The 4Cs sound like jargon until you realise they're really a pricing map. Learn where each one bends the price curve and you can buy a far better-looking stone for the same budget.
Cut — spend here
Cut is the only C shaped by human skill, and it's the single biggest driver of sparkle. A poorly cut D-flawless stone can look duller than a well-cut, lower-graded one. Proportions, symmetry and polish determine how much light returns to your eye. If you optimise one C, make it Cut.
Colour — know the cliff
Graded D (colourless) through Z (light yellow). Most people can't see the difference between adjacent grades, but price drops at every step. G–H often looks colourless face-up while costing meaningfully less than D–F. The metal matters too: warmer stones hide beautifully in yellow gold.

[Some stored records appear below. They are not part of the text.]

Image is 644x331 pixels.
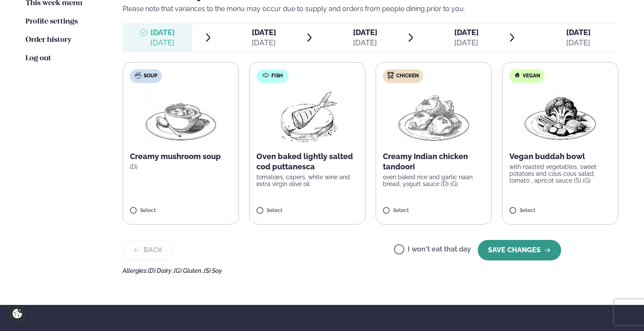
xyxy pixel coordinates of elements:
[383,174,485,188] p: oven baked rice and garlic naan bread, yogurt sauce (D) (G)
[26,35,71,45] a: Order history
[387,72,394,79] img: chicken.svg
[143,73,157,79] span: Soup
[566,28,590,37] span: [DATE]
[353,28,377,37] span: [DATE]
[26,18,78,25] span: Profile settings
[256,174,358,188] p: tomatoes, capers, white wine and extra virgin olive oil
[150,28,175,37] span: [DATE]
[148,268,174,274] span: (D) Dairy ,
[252,38,276,48] div: [DATE]
[454,38,478,48] div: [DATE]
[9,305,26,322] a: Cookie settings
[252,28,276,37] span: [DATE]
[269,90,345,145] img: Fish.png
[396,73,418,79] span: Chicken
[135,72,142,79] img: soup.svg
[26,37,71,43] span: Order history
[396,90,471,145] img: Chicken-thighs.png
[509,151,611,162] p: Vegan buddah bowl
[262,72,269,79] img: fish.svg
[123,240,173,261] button: Back
[150,38,175,48] div: [DATE]
[123,268,618,274] div: Allergies:
[271,73,283,79] span: Fish
[26,17,78,27] a: Profile settings
[514,72,520,79] img: Vegan.svg
[143,90,218,145] img: Soup.png
[130,163,232,170] p: (D)
[26,54,51,64] a: Log out
[204,268,222,274] span: (S) Soy
[123,4,618,14] p: Please note that variances to the menu may occur due to supply and orders from people dining prio...
[522,73,540,79] span: Vegan
[383,151,485,172] p: Creamy Indian chicken tandoori
[478,240,561,261] button: SAVE CHANGES
[174,268,204,274] span: (G) Gluten ,
[454,28,478,37] span: [DATE]
[566,38,590,48] div: [DATE]
[522,90,598,145] img: Vegan.png
[130,151,232,162] p: Creamy mushroom soup
[26,55,51,62] span: Log out
[353,38,377,48] div: [DATE]
[509,163,611,184] p: with roasted vegetables, sweet potatoes and cous cous salad, tomato , apricot sauce (S) (G)
[256,151,358,172] p: Oven baked lightly salted cod puttanesca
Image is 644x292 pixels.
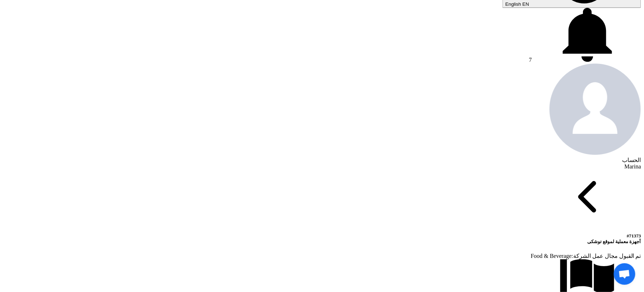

Clarity — buy "eye-clean," not "flawless"
Clarity runs from Flawless to Included (I3). The practical question is whether inclusions are visible to the naked eye. A VS2 or even SI1 stone is usually eye-clean and costs far less than VVS or IF. Pay for what you can see, not what a loupe reveals.
Carat — mind the magic numbers
Carat is weight (0.20g each), not size. Prices jump at round milestones — 0.50, 1.00, 2.00ct — because demand clusters there. A 0.92ct stone can look identical to a 1.00ct face-up while costing noticeably less. Buying just under a milestone is one of the easiest savings in the book.
Putting it together
A smart buyer's rule of thumb: prioritise Cut, choose an eye-clean clarity, pick a near-colourless grade for the setting, and shop just below a carat milestone. That combination consistently produces the best-looking stone per dollar — and it's exactly the profile our verification reports help you confirm.
Stop guessing. Get an expert verdict on your own stone in minutes.
Written by
Nathan Cole
Senior Diamond Grader
Part of the Diamonds Tester gemology team — combining lab-grade instruments with decades of grading experience to give every stone a straight, honest verdict.